Video: introducing Triton CNS
Triton Container Name Service (CNS) is our automated DNS solution for containers and VMs on Triton. Triton CNS serves address records for containers by instance name and by tag. Triton CNS eliminates the frustration of having to update DNS records when you add or remove instances. Using CNS service names, you can get a consistent DNS name for all the instances of a service, even as you scale them up or down or replace them.
Watch our introduction to Triton CNS to learn how easy it is to get started.
Triton CNS is ideal for making applications discoverable on the internet. Get started by adding Triton CNS to your containers with the help of our documentation.
Video transcript
Welcome to this introduction to Triton CNS.
Triton Container Name Service, was designed to do two things:
- Serve address records for instances by instance name
- And serve address records for instances grouped by the CNS service name.
The latter means that multiple instances can share the same DNS name, despite having different IP addresses.
DNS provides a way to assign one or more human friendly names to a long string of numbers, or the IP address, in order to access an instance. DNS names can have more than one IP address assigned to them.
If you've previously managed the process of mapping DNS names to IP addresses, you know what a hassle it can be. With each instance, you have to map your DNS name to the instance IP address. As you scale up the number of instances to meet incoming traffic, you have to go back and map new IPs.
When traffic is exploding because your application has the latest viral image that will "break the internet," you don't want it to actually break the internet. If anything, it will never be more important to be able to scale quickly than in that moment.
When you scale back down after people have moved on, you need to remember which IPs were associated with which instance and remove only the IP addresses of the instances that no longer exist.
For applications built with immutable and disposable infrastructure, each new deploy can change the IP numbers for the running application. Wouldn't it be convenient if there was a way to automatically update DNS for any IP address change?
Triton CNS knows when containers are running. DNS names are automatically updated as containers start and stop so that requests are only sent to running containers.
No matter how many instances exist, when tagged with the same CNS service name, they will be served under the same DNS name.When activated for an account, running instances in Joyent's Triton Cloud with public network interfaces will be automatically assigned DNS names using these FQDN patterns, starting with the instance name or the CNS service name.
All of the DNS names for an instance can be found in the instance details in CloudAPI, easily accessed using the triton instance get
command.
Triton Container Name Service is ideal for making applications discoverable on the internet.
With Triton CNS, you can set it and forget it—no longer do you have to stress about updates to your containers taking down web accessibility.
Your applications will be ready for prime time.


→ ACTIVITY
Every record below is to be retyped exactly, with any pictures left out.

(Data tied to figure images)
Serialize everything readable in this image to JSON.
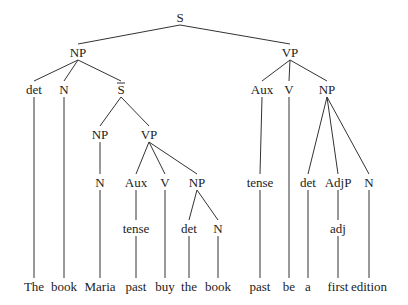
{
  "diagram": {
    "type": "syntax-tree",
    "sentence": [
      "The",
      "book",
      "Maria",
      "past",
      "buy",
      "the",
      "book",
      "past",
      "be",
      "a",
      "first",
      "edition"
    ],
    "nodes": [
      {
        "id": "s",
        "label": "S",
        "x": 180,
        "y": 18
      },
      {
        "id": "np1",
        "label": "NP",
        "x": 78,
        "y": 53
      },
      {
        "id": "vp1",
        "label": "VP",
        "x": 290,
        "y": 53
      },
      {
        "id": "det1",
        "label": "det",
        "x": 34,
        "y": 90
      },
      {
        "id": "n1",
        "label": "N",
        "x": 64,
        "y": 90
      },
      {
        "id": "sbar",
        "label": "S",
        "overline": true,
        "x": 121,
        "y": 90
      },
      {
        "id": "aux2",
        "label": "Aux",
        "x": 262,
        "y": 90
      },
      {
        "id": "v2",
        "label": "V",
        "x": 289,
        "y": 90
      },
      {
        "id": "np4",
        "label": "NP",
        "x": 327,
        "y": 90
      },
      {
        "id": "np2",
        "label": "NP",
        "x": 100,
        "y": 135
      },
      {
        "id": "vp2",
        "label": "VP",
        "x": 149,
        "y": 135
      },
      {
        "id": "n2",
        "label": "N",
        "x": 100,
        "y": 183
      },
      {
        "id": "aux1",
        "label": "Aux",
        "x": 136,
        "y": 183
      },
      {
        "id": "v1",
        "label": "V",
        "x": 165,
        "y": 183
      },
      {
        "id": "np3",
        "label": "NP",
        "x": 197,
        "y": 183
      },
      {
        "id": "tense2",
        "label": "tense",
        "x": 260,
        "y": 183
      },
      {
        "id": "det3",
        "label": "det",
        "x": 308,
        "y": 183
      },
      {
        "id": "adjp",
        "label": "AdjP",
        "x": 338,
        "y": 183
      },
      {
        "id": "n4",
        "label": "N",
        "x": 369,
        "y": 183
      },
      {
        "id": "tense1",
        "label": "tense",
        "x": 136,
        "y": 229
      },
      {
        "id": "det2",
        "label": "det",
        "x": 189,
        "y": 229
      },
      {
        "id": "n3",
        "label": "N",
        "x": 218,
        "y": 229
      },
      {
        "id": "adj",
        "label": "adj",
        "x": 338,
        "y": 229
      },
      {
        "id": "w1",
        "label": "The",
        "x": 34,
        "y": 287
      },
      {
        "id": "w2",
        "label": "book",
        "x": 64,
        "y": 287
      },
      {
        "id": "w3",
        "label": "Maria",
        "x": 100,
        "y": 287
      },
      {
        "id": "w4",
        "label": "past",
        "x": 136,
        "y": 287
      },
      {
        "id": "w5",
        "label": "buy",
        "x": 165,
        "y": 287
      },
      {
        "id": "w6",
        "label": "the",
        "x": 189,
        "y": 287
      },
      {
        "id": "w7",
        "label": "book",
        "x": 218,
        "y": 287
      },
      {
        "id": "w8",
        "label": "past",
        "x": 260,
        "y": 287
      },
      {
        "id": "w9",
        "label": "be",
        "x": 289,
        "y": 287
      },
      {
        "id": "w10",
        "label": "a",
        "x": 308,
        "y": 287
      },
      {
        "id": "w11",
        "label": "first",
        "x": 338,
        "y": 287
      },
      {
        "id": "w12",
        "label": "edition",
        "x": 369,
        "y": 287
      }
    ],
    "edges": [
      [
        "s",
        "np1"
      ],
      [
        "s",
        "vp1"
      ],
      [
        "np1",
        "det1"
      ],
      [
        "np1",
        "n1"
      ],
      [
        "np1",
        "sbar"
      ],
      [
        "vp1",
        "aux2"
      ],
      [
        "vp1",
        "v2"
      ],
      [
        "vp1",
        "np4"
      ],
      [
        "sbar",
        "np2"
      ],
      [
        "sbar",
        "vp2"
      ],
      [
        "np2",
        "n2"
      ],
      [
        "vp2",
        "aux1"
      ],
      [
        "vp2",
        "v1"
      ],
      [
        "vp2",
        "np3"
      ],
      [
        "aux1",
        "tense1"
      ],
      [
        "np3",
        "det2"
      ],
      [
        "np3",
        "n3"
      ],
      [
        "aux2",
        "tense2"
      ],
      [
        "np4",
        "det3"
      ],
      [
        "np4",
        "adjp"
      ],
      [
        "np4",
        "n4"
      ],
      [
        "adjp",
        "adj"
      ],
      [
        "det1",
        "w1"
      ],
      [
        "n1",
        "w2"
      ],
      [
        "n2",
        "w3"
      ],
      [
        "tense1",
        "w4"
      ],
      [
        "v1",
        "w5"
      ],
      [
        "det2",
        "w6"
      ],
      [
        "n3",
        "w7"
      ],
      [
        "tense2",
        "w8"
      ],
      [
        "v2",
        "w9"
      ],
      [
        "det3",
        "w10"
      ],
      [
        "adj",
        "w11"
      ],
      [
        "n4",
        "w12"
      ]
    ]
  }
}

→ RESULT OF THIS TASK
Serialize everything readable in this image to JSON.
{
  "diagram": {
    "type": "syntax-tree",
    "sentence": [
      "The",
      "book",
      "Maria",
      "past",
      "buy",
      "the",
      "book",
      "past",
      "be",
      "a",
      "first",
      "edition"
    ],
    "nodes": [
      {
        "id": "s",
        "label": "S",
        "x": 180,
        "y": 18
      },
      {
        "id": "np1",
        "label": "NP",
        "x": 78,
        "y": 53
      },
      {
        "id": "vp1",
        "label": "VP",
        "x": 290,
        "y": 53
      },
      {
        "id": "det1",
        "label": "det",
        "x": 34,
        "y": 90
      },
      {
        "id": "n1",
        "label": "N",
        "x": 64,
        "y": 90
      },
      {
        "id": "sbar",
        "label": "S",
        "overline": true,
        "x": 121,
        "y": 90
      },
      {
        "id": "aux2",
        "label": "Aux",
        "x": 262,
        "y": 90
      },
      {
        "id": "v2",
        "label": "V",
        "x": 289,
        "y": 90
      },
      {
        "id": "np4",
        "label": "NP",
        "x": 327,
        "y": 90
      },
      {
        "id": "np2",
        "label": "NP",
        "x": 100,
        "y": 135
      },
      {
        "id": "vp2",
        "label": "VP",
        "x": 149,
        "y": 135
      },
      {
        "id": "n2",
        "label": "N",
        "x": 100,
        "y": 183
      },
      {
        "id": "aux1",
        "label": "Aux",
        "x": 136,
        "y": 183
      },
      {
        "id": "v1",
        "label": "V",
        "x": 165,
        "y": 183
      },
      {
        "id": "np3",
        "label": "NP",
        "x": 197,
        "y": 183
      },
      {
        "id": "tense2",
        "label": "tense",
        "x": 260,
        "y": 183
      },
      {
        "id": "det3",
        "label": "det",
        "x": 308,
        "y": 183
      },
      {
        "id": "adjp",
        "label": "AdjP",
        "x": 338,
        "y": 183
      },
      {
        "id": "n4",
        "label": "N",
        "x": 369,
        "y": 183
      },
      {
        "id": "tense1",
        "label": "tense",
        "x": 136,
        "y": 229
      },
      {
        "id": "det2",
        "label": "det",
        "x": 189,
        "y": 229
      },
      {
        "id": "n3",
        "label": "N",
        "x": 218,
        "y": 229
      },
      {
        "id": "adj",
        "label": "adj",
        "x": 338,
        "y": 229
      },
      {
        "id": "w1",
        "label": "The",
        "x": 34,
        "y": 287
      },
      {
        "id": "w2",
        "label": "book",
        "x": 64,
        "y": 287
      },
      {
        "id": "w3",
        "label": "Maria",
        "x": 100,
        "y": 287
      },
      {
        "id": "w4",
        "label": "past",
        "x": 136,
        "y": 287
      },
      {
        "id": "w5",
        "label": "buy",
        "x": 165,
        "y": 287
      },
      {
        "id": "w6",
        "label": "the",
        "x": 189,
        "y": 287
      },
      {
        "id": "w7",
        "label": "book",
        "x": 218,
        "y": 287
      },
      {
        "id": "w8",
        "label": "past",
        "x": 260,
        "y": 287
      },
      {
        "id": "w9",
        "label": "be",
        "x": 289,
        "y": 287
      },
      {
        "id": "w10",
        "label": "a",
        "x": 308,
        "y": 287
      },
      {
        "id": "w11",
        "label": "first",
        "x": 338,
        "y": 287
      },
      {
        "id": "w12",
        "label": "edition",
        "x": 369,
        "y": 287
      }
    ],
    "edges": [
      [
        "s",
        "np1"
      ],
      [
        "s",
        "vp1"
      ],
      [
        "np1",
        "det1"
      ],
      [
        "np1",
        "n1"
      ],
      [
        "np1",
        "sbar"
      ],
      [
        "vp1",
        "aux2"
      ],
      [
        "vp1",
        "v2"
      ],
      [
        "vp1",
        "np4"
      ],
      [
        "sbar",
        "np2"
      ],
      [
        "sbar",
        "vp2"
      ],
      [
        "np2",
        "n2"
      ],
      [
        "vp2",
        "aux1"
      ],
      [
        "vp2",
        "v1"
      ],
      [
        "vp2",
        "np3"
      ],
      [
        "aux1",
        "tense1"
      ],
      [
        "np3",
        "det2"
      ],
      [
        "np3",
        "n3"
      ],
      [
        "aux2",
        "tense2"
      ],
      [
        "np4",
        "det3"
      ],
      [
        "np4",
        "adjp"
      ],
      [
        "np4",
        "n4"
      ],
      [
        "adjp",
        "adj"
      ],
      [
        "det1",
        "w1"
      ],
      [
        "n1",
        "w2"
      ],
      [
        "n2",
        "w3"
      ],
      [
        "tense1",
        "w4"
      ],
      [
        "v1",
        "w5"
      ],
      [
        "det2",
        "w6"
      ],
      [
        "n3",
        "w7"
      ],
      [
        "tense2",
        "w8"
      ],
      [
        "v2",
        "w9"
      ],
      [
        "det3",
        "w10"
      ],
      [
        "adj",
        "w11"
      ],
      [
        "n4",
        "w12"
      ]
    ]
  }
}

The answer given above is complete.